The thinking strategies of effective readers listed on page 24 seem to be right on the money to me. The question is asked, “do these feel real to you?” They feel real to me I guess because I don’t usually struggle with reading. But then again, I have been reading a lot of young adult literature that really should present a problem for. When I read the tricky passage about cricket, I knew right away that I was reading about something that I knew absolutely nothing about. I figured that is was about a sport either real or a made up one. I could tell that one team was creaming the other. I could answer all of the questions correctly, but my understanding of the passage was still not very good.. I suppose that is why the excitement about reading comprehension software (Accelerated Reader and Reading Counts) has lost its fizzle. These software packages really only determine if the reader can recall and remember information. They don’t teach students or help students to analyze, connect, infer, evaluate or visualize. But, they can help to determine where a student gets lost in the text, or if a student simply didn’t read the text.
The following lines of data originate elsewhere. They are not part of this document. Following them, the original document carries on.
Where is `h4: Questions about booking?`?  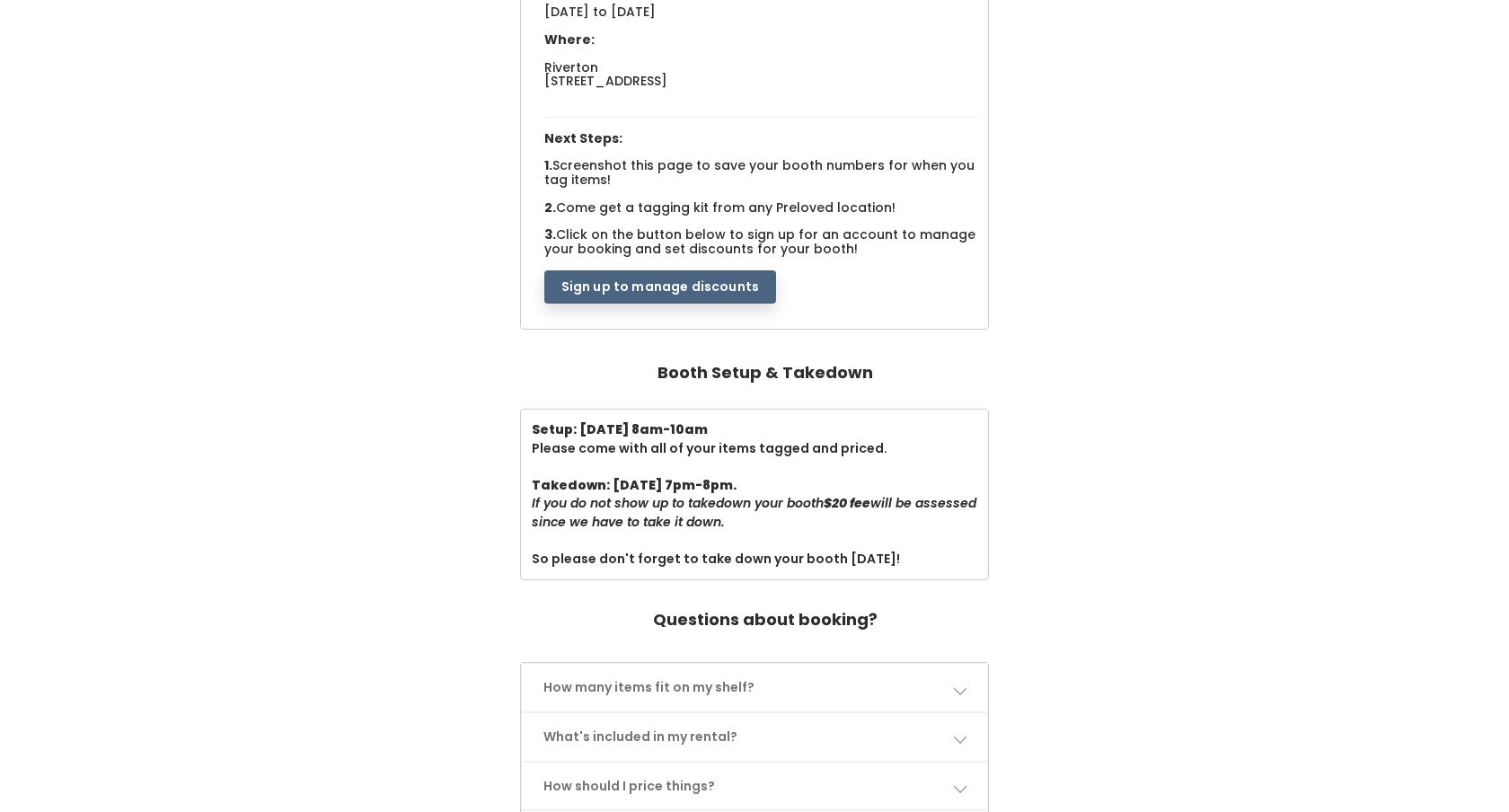
h4: Questions about booking? is located at coordinates (765, 620).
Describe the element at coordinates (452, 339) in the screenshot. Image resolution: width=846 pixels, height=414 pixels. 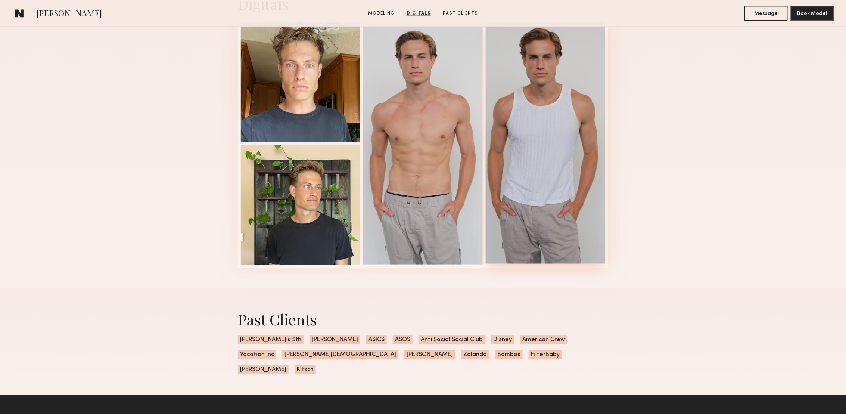
I see `span: Anti Social Social Club` at that location.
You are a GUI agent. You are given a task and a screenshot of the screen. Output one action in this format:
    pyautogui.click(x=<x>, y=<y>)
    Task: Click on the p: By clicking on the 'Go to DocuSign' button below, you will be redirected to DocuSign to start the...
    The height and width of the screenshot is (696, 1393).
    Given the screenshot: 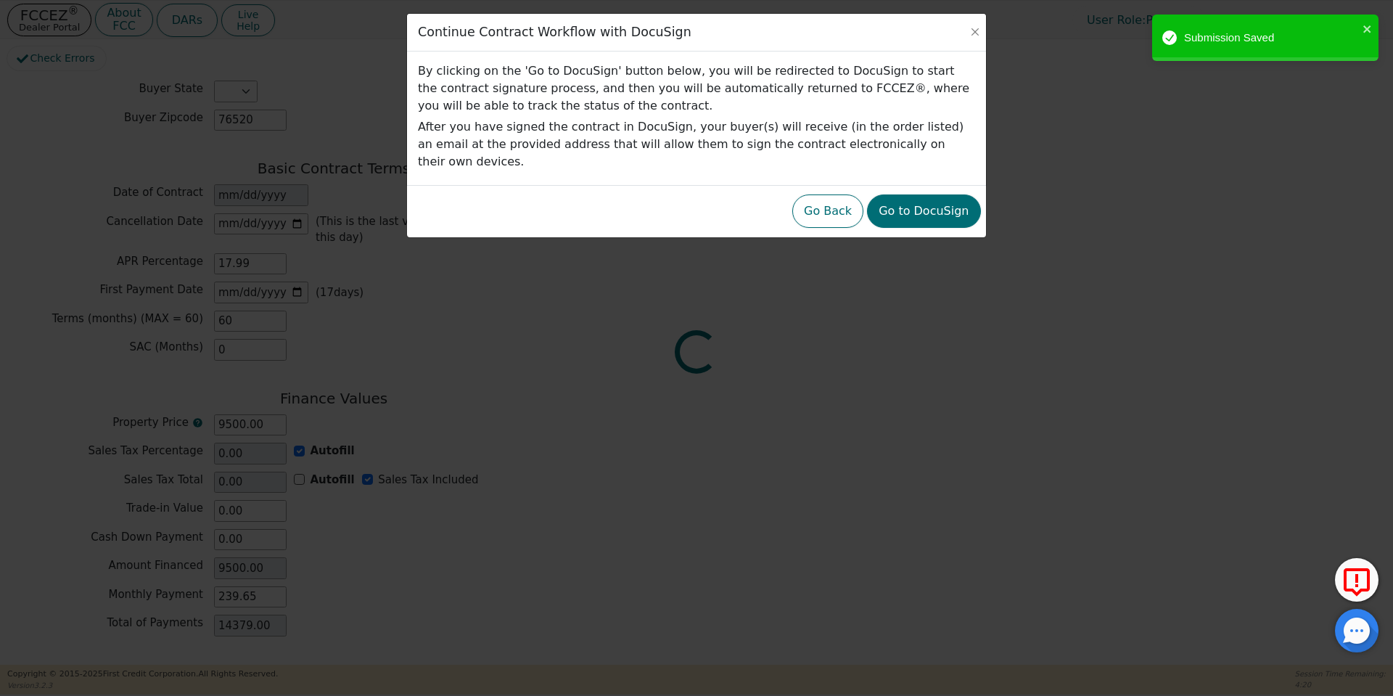 What is the action you would take?
    pyautogui.click(x=696, y=89)
    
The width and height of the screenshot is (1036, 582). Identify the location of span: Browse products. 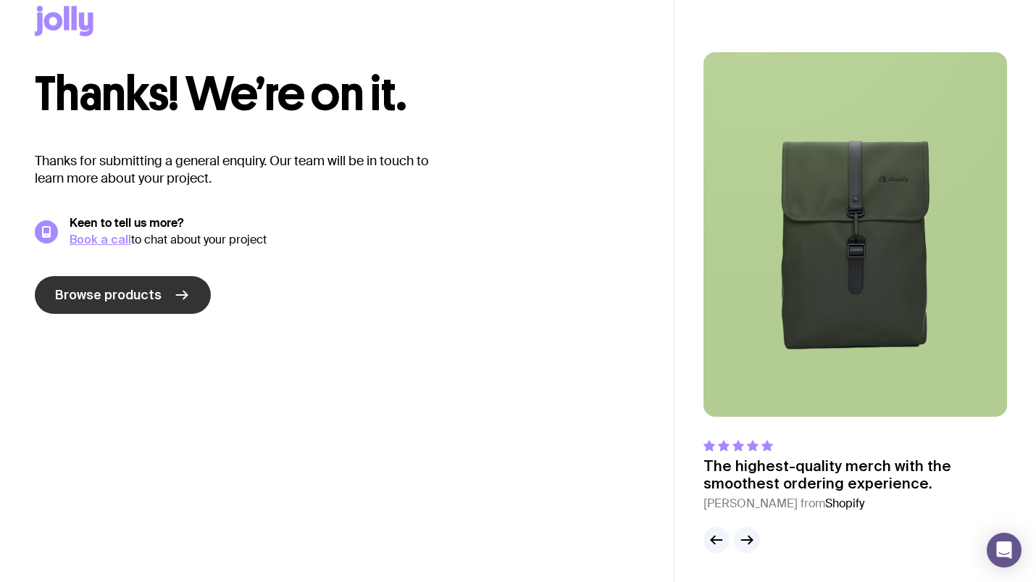
(108, 295).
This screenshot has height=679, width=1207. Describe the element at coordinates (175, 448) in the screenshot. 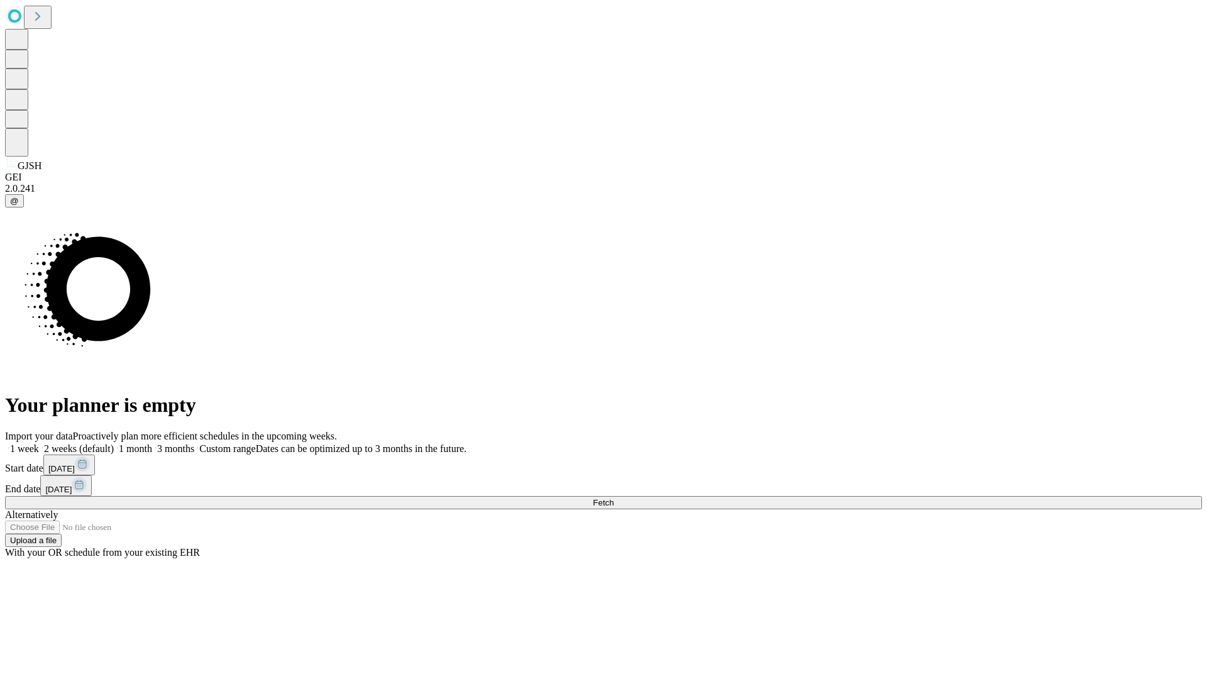

I see `span: 3 months` at that location.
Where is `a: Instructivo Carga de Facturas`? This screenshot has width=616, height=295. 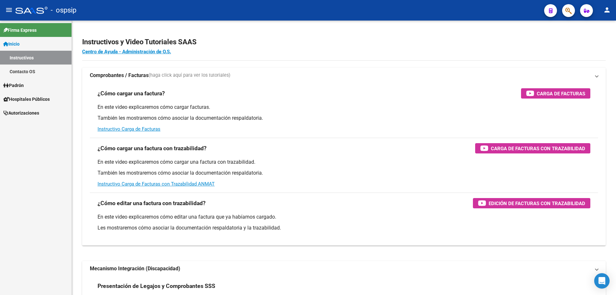
a: Instructivo Carga de Facturas is located at coordinates (129, 129).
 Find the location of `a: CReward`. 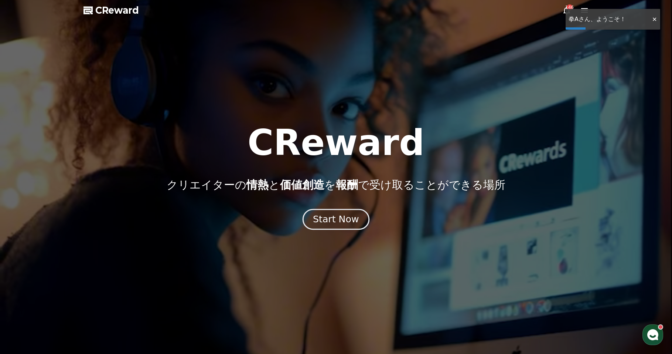

a: CReward is located at coordinates (111, 10).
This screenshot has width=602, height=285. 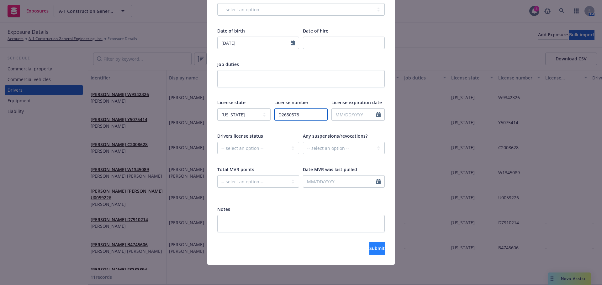 I want to click on span: Submit, so click(x=377, y=249).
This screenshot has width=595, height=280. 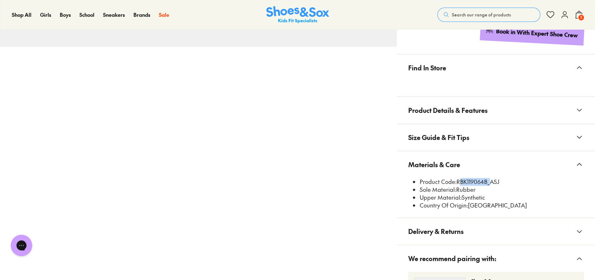 What do you see at coordinates (448, 110) in the screenshot?
I see `span: Product Details & Features` at bounding box center [448, 110].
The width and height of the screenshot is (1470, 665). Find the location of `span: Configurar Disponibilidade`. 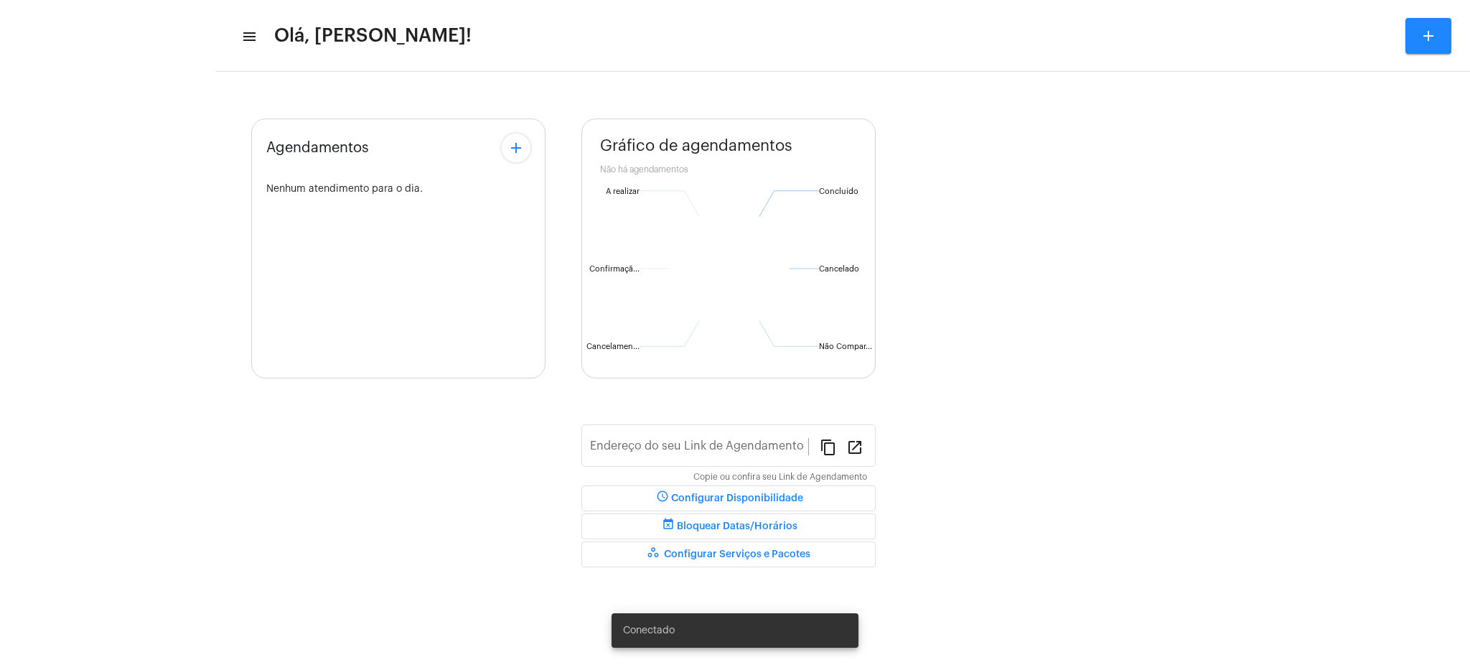

span: Configurar Disponibilidade is located at coordinates (728, 498).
I was wondering as I read the MS2 Phage Coat passage if the authors were really going to give me strategies for understanding such in-depth scientific research. If they had made me understand it, I would have gone back to school to major in something like biochemistry which would give me a better paying job!
If we show our students how to go through the before stages of reading: activating prior knowledge, setting a purpose for the reading and making predictions our students will make greater strides in reading comprehension. If we show them what to do during reading: visualize hypothesize, and alter predictions, our students will make strides in reading enjoyment. If we help students to evaluate, discuss, recall, and apply, our students will want to read more.
I suppose I can’t become a reading specialist by learning strategies, but I can become a reading transmediator to help students gain a deeper understanding of what they read.